What I learned about myself:

  • I can take on more than I thought, if the work is interesting enough to pull me through.
  • My skillset is broader than I had given myself credit for. Software, platform, data, civic tech, all draw on the same underlying instincts.
  • Time, energy, and boundaries are skills, not personality traits. I got noticeably better at all three by being forced to.
  • Confidence is downstream of evidence. The evidence came from doing the thing.

I would not have signed up for "manage two demanding roles in different industries" as a development plan. But it ended up being one. And the version of me on the other side of it is steadier than the version that went in.

What I am taking forward

Skill security is real. Job security is an illusion. I have written that before. The last two weeks made it more literal than I would have liked.

When the call came, the thing that kept me steady was not certainty about what was next. It was knowing what I had built up inside of me.
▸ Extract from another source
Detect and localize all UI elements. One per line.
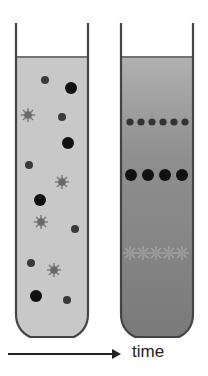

The reps. The breadth. The proof that I can pick up a new domain and contribute in it.

Those do not get laid off. Those come with me.

A note to myself

You will be tempted to write the bitter version of this post. Resist it. The bitter version is smaller than the truth.

The truth is this. A team helped you grow. The goalposts moving did not break you, it redirected you. The redirection opened a door into a domain you had never seen before. And the manager on the other side of that door is teaching you things you would not have learned anywhere else.

Stay curious. Keep reading. Keep building. The next chapter is already underway.

Titles are downstream of structure. Skills are yours. Onto the next.